Leonty Magnitsky
From Wikipedia, the free encyclopedia
Leonty Filippovich Magnitsky (Russian: Леонтий Филиппович Магницкий) (June 9, 1669, Ostashkov – October 19, 1739, Moscow) was a Russian mathematician and educator.
Leonty Magnitsky was born into a peasant family. According to some accounts, he graduated from the Slavic Greek Latin Academy in Moscow. Starting from 1701 and until his death, Leonty Magnitsky taught arithmetic, geometry, and trigonometry at Moscow School of Mathematics and Navigation (becoming its director in 1716). In 1703, Magnitsky wrote his famous Arithmetic (Арифметика; 2,400 copies), which would be used as the principal textbook on mathematics in Russia until the middle of the 18th century (Mikhail Lomonosov was himself taught by this book, which he called the "gates to his own erudition"). This book was rather an encyclopedia of mathematics than a textbook due to the fact that most of its content was communicated for the first time in Russian literature.

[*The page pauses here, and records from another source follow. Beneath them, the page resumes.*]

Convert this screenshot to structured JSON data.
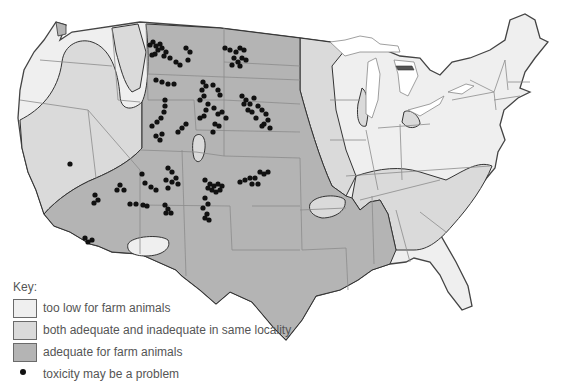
{
  "map": {
    "subject": "United States map of selenium levels in soil/forage for farm animals",
    "colors": {
      "too_low": "#efefef",
      "mixed": "#dadada",
      "adequate": "#b4b4b4",
      "border": "#444444",
      "state_line": "#8c8c8c",
      "dot": "#111111",
      "water": "#ffffff"
    }
  },
  "legend": {
    "title": "Key:",
    "items": [
      {
        "label": "too low for farm animals",
        "color": "#efefef"
      },
      {
        "label": "both adequate and inadequate in same locality",
        "color": "#dadada"
      },
      {
        "label": "adequate for farm animals",
        "color": "#b4b4b4"
      }
    ],
    "marker": {
      "label": "toxicity may be a problem",
      "symbol": "black-dot"
    }
  },
  "toxicity_points": [
    [
      150,
      45
    ],
    [
      153,
      42
    ],
    [
      156,
      46
    ],
    [
      160,
      44
    ],
    [
      158,
      50
    ],
    [
      155,
      54
    ],
    [
      162,
      48
    ],
    [
      152,
      55
    ],
    [
      164,
      56
    ],
    [
      166,
      52
    ],
    [
      170,
      58
    ],
    [
      176,
      62
    ],
    [
      180,
      65
    ],
    [
      186,
      48
    ],
    [
      190,
      52
    ],
    [
      188,
      60
    ],
    [
      225,
      48
    ],
    [
      230,
      50
    ],
    [
      236,
      52
    ],
    [
      240,
      48
    ],
    [
      244,
      50
    ],
    [
      234,
      58
    ],
    [
      238,
      62
    ],
    [
      242,
      58
    ],
    [
      246,
      60
    ],
    [
      240,
      66
    ],
    [
      232,
      65
    ],
    [
      156,
      80
    ],
    [
      162,
      82
    ],
    [
      168,
      84
    ],
    [
      174,
      84
    ],
    [
      203,
      82
    ],
    [
      206,
      86
    ],
    [
      202,
      90
    ],
    [
      213,
      85
    ],
    [
      218,
      90
    ],
    [
      220,
      95
    ],
    [
      165,
      100
    ],
    [
      165,
      106
    ],
    [
      164,
      112
    ],
    [
      161,
      118
    ],
    [
      157,
      122
    ],
    [
      152,
      126
    ],
    [
      178,
      132
    ],
    [
      182,
      128
    ],
    [
      186,
      124
    ],
    [
      156,
      136
    ],
    [
      160,
      140
    ],
    [
      162,
      134
    ],
    [
      200,
      100
    ],
    [
      204,
      96
    ],
    [
      208,
      104
    ],
    [
      206,
      110
    ],
    [
      204,
      116
    ],
    [
      200,
      118
    ],
    [
      214,
      108
    ],
    [
      218,
      114
    ],
    [
      222,
      112
    ],
    [
      226,
      118
    ],
    [
      215,
      124
    ],
    [
      219,
      126
    ],
    [
      213,
      132
    ],
    [
      242,
      96
    ],
    [
      246,
      100
    ],
    [
      250,
      104
    ],
    [
      254,
      98
    ],
    [
      258,
      106
    ],
    [
      262,
      110
    ],
    [
      266,
      114
    ],
    [
      268,
      120
    ],
    [
      264,
      124
    ],
    [
      270,
      128
    ],
    [
      244,
      104
    ],
    [
      248,
      110
    ],
    [
      252,
      112
    ],
    [
      256,
      118
    ],
    [
      262,
      126
    ],
    [
      70,
      164
    ],
    [
      95,
      195
    ],
    [
      98,
      200
    ],
    [
      94,
      203
    ],
    [
      120,
      185
    ],
    [
      124,
      190
    ],
    [
      117,
      190
    ],
    [
      168,
      168
    ],
    [
      172,
      172
    ],
    [
      176,
      178
    ],
    [
      172,
      182
    ],
    [
      178,
      184
    ],
    [
      166,
      180
    ],
    [
      168,
      188
    ],
    [
      205,
      180
    ],
    [
      210,
      184
    ],
    [
      214,
      186
    ],
    [
      218,
      184
    ],
    [
      222,
      186
    ],
    [
      212,
      190
    ],
    [
      216,
      192
    ],
    [
      208,
      188
    ],
    [
      220,
      190
    ],
    [
      240,
      182
    ],
    [
      245,
      180
    ],
    [
      250,
      178
    ],
    [
      255,
      178
    ],
    [
      260,
      172
    ],
    [
      264,
      174
    ],
    [
      258,
      184
    ],
    [
      252,
      184
    ],
    [
      268,
      172
    ],
    [
      142,
      174
    ],
    [
      145,
      183
    ],
    [
      151,
      187
    ],
    [
      156,
      190
    ],
    [
      130,
      204
    ],
    [
      136,
      204
    ],
    [
      143,
      205
    ],
    [
      147,
      206
    ],
    [
      165,
      205
    ],
    [
      168,
      209
    ],
    [
      166,
      213
    ],
    [
      171,
      213
    ],
    [
      205,
      198
    ],
    [
      208,
      204
    ],
    [
      203,
      208
    ],
    [
      207,
      214
    ],
    [
      205,
      218
    ],
    [
      209,
      220
    ],
    [
      85,
      238
    ],
    [
      88,
      242
    ],
    [
      92,
      240
    ]
  ]
}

In 1703, Leonty Magnitsky also produced a Russian edition of Adriaan Vlacq's log tables called Таблицы логарифмов и синусов, тангенсов и секансов (Tables of Logarithms, Sines, Tangents, and Secants). The legend has it that Leonty Magnitsky was nicknamed Magnitsky by Peter the Great, who considered him a "people's magnet" (магнит, or "magnit" in Russian).